Oh, the mountains! How we climbed and climbed, the train winding, and roaring, and straining every iron nerve to bear us to the high places! At noon we were in the midst of them. They looked down upon us with kindly faces, yet their granite peaks were awful in their grandeur, uplifted thousands upon thousands of feet above us.
I wandered with a bright young girl in our party, Miss Bessie Percival, whom the boys call “Captain Bess,” down a steep path to the river’s brink. Beneath a sheltering fir which stretched its tiny crosses above our heads, we stopped, and with a tiny, crackling fire beside us, watched the snowy heights, and the hastening river. The harebells, frailest and gentlest of flowers, were there too, to remind us that the same Hand which which—
“Set on high the firmament,
Planets on their courses guided,
Alps from Alps asunder rent,”
was his who said to the storm, “Peace, be still!”—who “considered the lilies,” and who took little children in his arms and blessed them.
The waters of the large river which ran past us were turbid with soil from their far-off source; but a small stream entered the larger one near our little fir-shaded hearthstone, and this new-comer was fresh from the snowy hill-tops, “clear as crystal.” As far down as we could see, the rivulet never lost its brightness, but swept onward with the larger stream, sweetening and purifying it, yet “unspotted,” like a true and simple life in God’s world.
There, I won’t tire you any more to-night, dear mother. How it would add to our pleasure if you were here! Adelaide gains strength every day, the wholesome, hearty companionship of these young people doing her quite as much good, I think, as the novelty and grandeur of the scenes in which she finds herself. As for me, I ought to preach better sermons all my life, for this trip. This afternoon while I was sitting on the rounded piazza of the hotel, looking out upon the valley and snowy mountain-tops, a bit of blank verse came into my mind. I’m going to write it out for you. A fellow can send his mother poetry (?) which he wouldn’t show any one else, can’t he?
Within thy holy temple have I strayed,
E’en as a weary child, who from the heat
And noonday glare hath timid refuge sought
In some cathedral’s vast and shadowy nave,
And trembles, awestruck, crouching in his rags
Where high up reared a mighty pillar stands.
Mine eyes I lift unto the hills, from whence
Cometh my help. The murmuring firs stretch forth
Their myriad tiny crosses o’er my head;
Deep rolls an organ peal of thunder down
The echoing vale, while clouds of incense float
Before the great white altar set on high.
So lift my heart, O God! and purify
Its thought, that when I walk once more
Thy minister amid the hurrying throng,
One ray of sunlight from these golden days,
One jewel from the mountain’s regal brow,
One cup of water from these springs of life,
As tokens of thy beauty, I may bear
To little ones who toil and long for rest.
Affectionately, your son,
Rossiter.
P. S. I wish you knew that little “Captain Bess.”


Begin at the line containing "Find the location" and copy exactly through the last line of the listing, skipping every picture.

◇ ◇ ◇

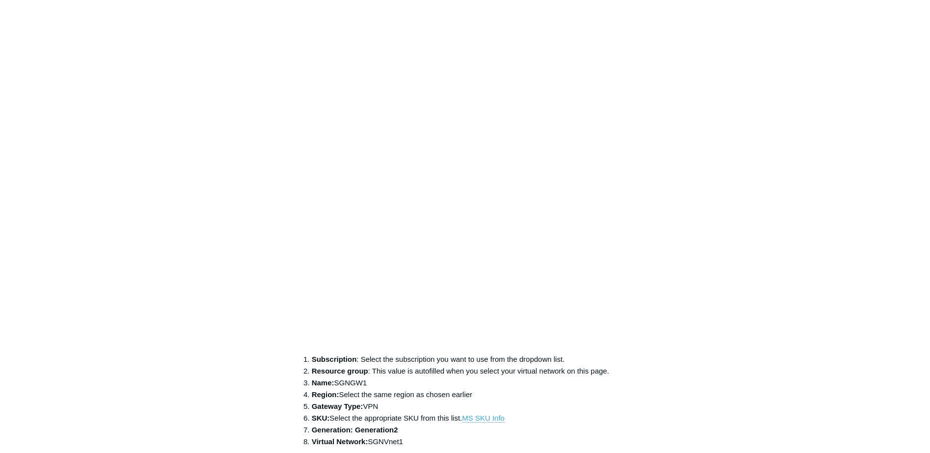 The height and width of the screenshot is (453, 930). I want to click on strong: Generation: Generation2, so click(355, 429).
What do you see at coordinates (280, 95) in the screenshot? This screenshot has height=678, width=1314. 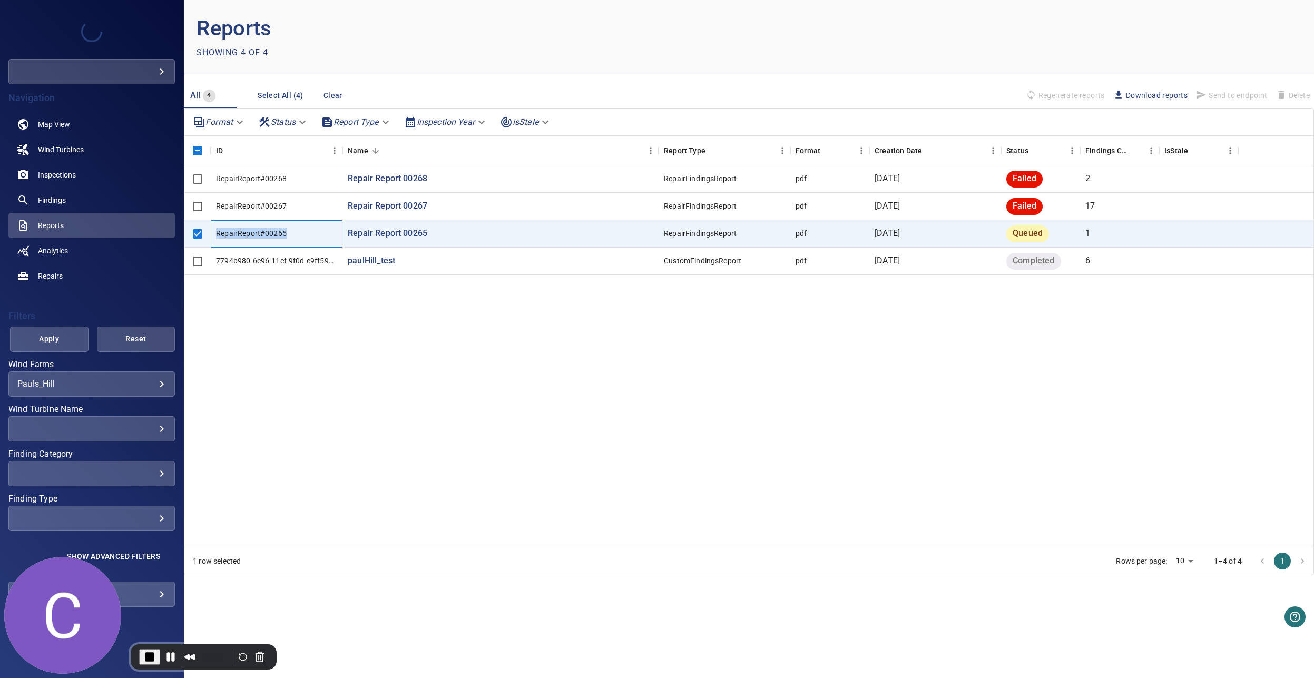 I see `button: Select All (4)` at bounding box center [280, 95].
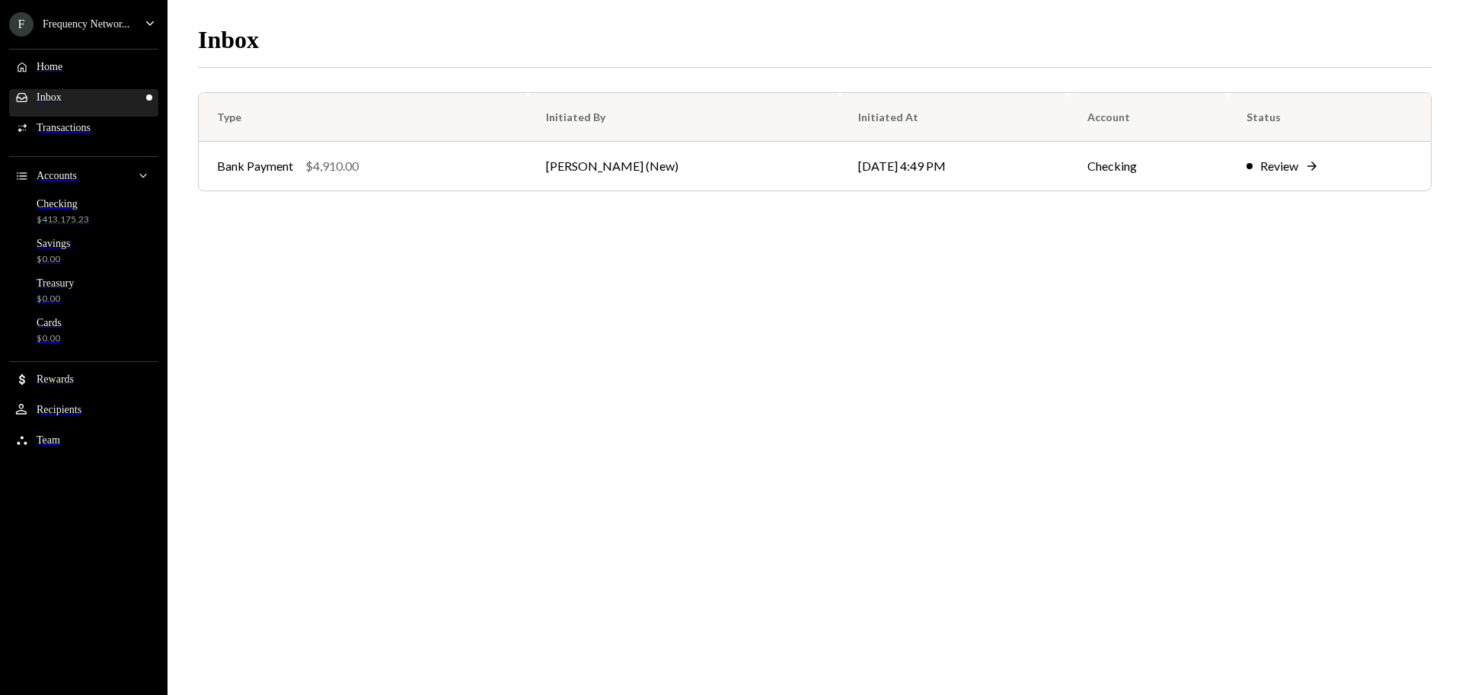 Image resolution: width=1462 pixels, height=695 pixels. Describe the element at coordinates (49, 323) in the screenshot. I see `div: Cards` at that location.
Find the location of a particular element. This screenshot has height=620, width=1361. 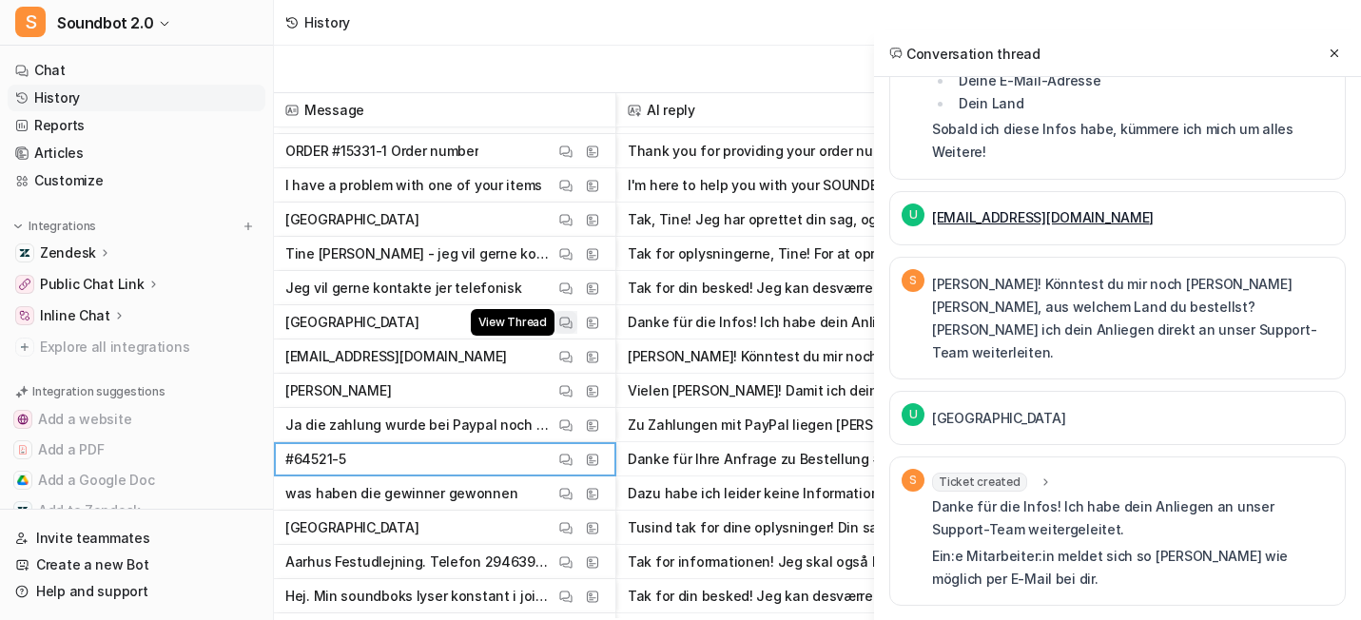

img: menu_add.svg is located at coordinates (248, 226).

◇ ◇ ◇

TASK OUTPUT:
Find the location of a particular element. This screenshot has height=620, width=1361. 

img: menu_add.svg is located at coordinates (248, 226).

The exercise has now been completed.